My Creole Belle (John Hurt/meanings of Creole)

Like everyone else, I got this from Mississippi John Hurt, and for all any of us knew it was his composition. He sang it in that lovely, gentle voice, evoking a sort of charming Best of Mississippi John Hurt“old South” nostalgia, and I thought of it as kind of a companion piece to “Goodnight, Irene.” It was also one of his most basic guitar arrangements, in the key of C, and particularly easy for those of us who already had “Freight Train.” So I learned it early and kept playing it, despite the fact that the lyrics didn’t go very far.

It was probably another twenty years before I heard the original, a ragtime composition published in 1900 by the Danish-born violinist Jens Bodewalt Lampe, and recorded in 1902 by a presumably ad hoc outfit billed as the Edison Concert Band. Lampe’s version had several sections, the second of which is what Hurt played, and Lasse Johansson, who has recorded a lovely guitar arrangement of the full rag, informs me that the original lyric was close to what Hurt sings:

My Creole belle, I love her well,
Around my heart she has cast a spell.
When stars do shine I call her mine,
My dusky baby, My Creole belle.

I always assumed the Creole belle of the title was African American, given Hurt, and ragtime, and this lyric confirms that assumption.Creole Belles But judging by the damsels adorning the cover of the sheet music for the instrumental version of the rag, at least some people thought of the titular belle as Creole in the original American sense of the term, which did not indicate race. In both French and Spanish, the word was used primarily for European-Americans born in the colonies, and only secondarily and by extension for African-Americans born on this side of the Atlantic.

That usage was continued in Louisiana, where Creole meant anyone of French heritage. After the Haitian revolution, thousands of French Creoles immigrated to Louisiana, many of them bringing their slaves and/or servants, who became a sort of in-between class in New Orleans, not white but also not black, and were racially designated as “Creoles of color” to distinguish them from white creoles. In recent decades, the term’s meaning has shifted yet again, being adopted by the African American Francophone population of rural south Louisiana, who were previously just known as black French. In linguistic terms, this shift is confusing, because the black French did not in general come from Haiti, but are descended from people bought as slaves by Francophone planters, and speak their own dialect, which is closer to Cajun French than to the Creole French of black New Orleans.

For a taste of the difference, compare the language of any Francophone zydeco song with a song like “Mo Pas Lemme Ca” (a unique orthography, but that’s what they wrote) on the wonderful Jazz a la Creole session featuring Danny Barker and Albert Nicholas, and sung in Creole French. A simple clue is the use of moi or mwa (or, in the LP orthography, mo) for the active first person singular, which is standard in Haitian Kreyol or New Orleans Creole, whereas a French, Cajun, or Black French speaker of non-Haitian heritage would use je.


PROMPT:
Whatever pictures the entries hold, omit them, and output exactly the lines from the one containing "Locate an element" through the final line.

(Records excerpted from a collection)
_ _ _ _ _

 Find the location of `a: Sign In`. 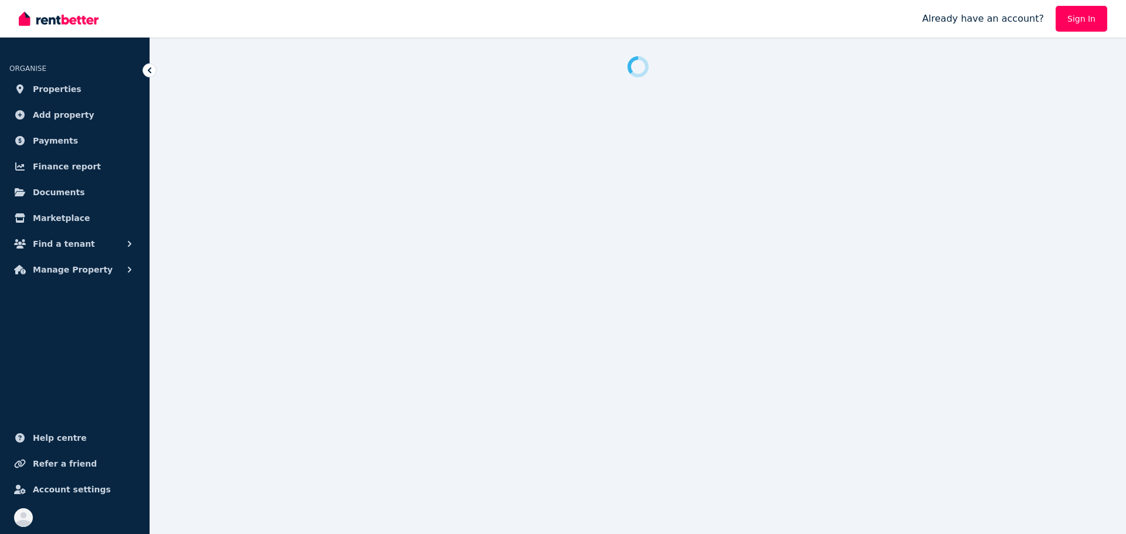

a: Sign In is located at coordinates (1082, 19).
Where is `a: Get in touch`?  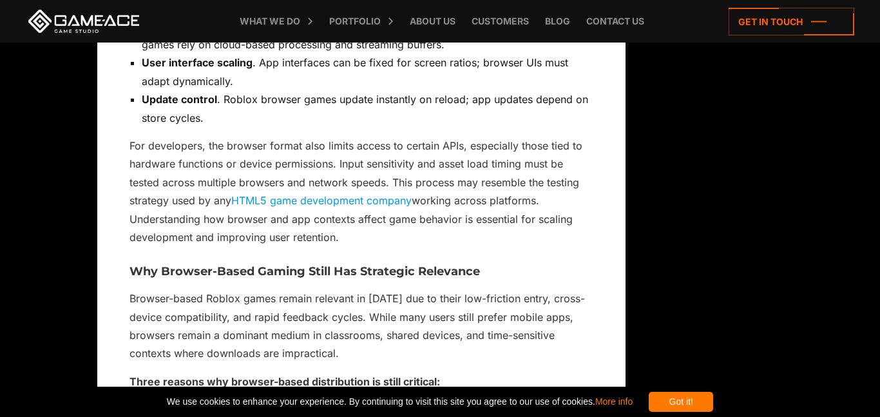
a: Get in touch is located at coordinates (791, 21).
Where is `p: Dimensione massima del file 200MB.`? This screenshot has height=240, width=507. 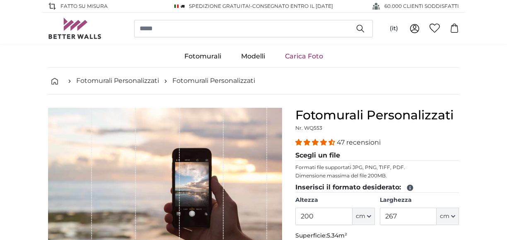 p: Dimensione massima del file 200MB. is located at coordinates (377, 176).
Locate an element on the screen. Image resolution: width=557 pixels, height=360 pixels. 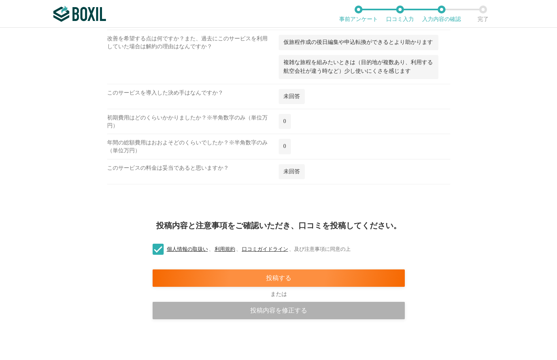
a: 利用規約 is located at coordinates (225, 249).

_ _ _ _ _

WRITTEN REPLY:
Locate an element on the screen. Image resolution: width=557 pixels, height=360 pixels. 
a: 利用規約 is located at coordinates (225, 249).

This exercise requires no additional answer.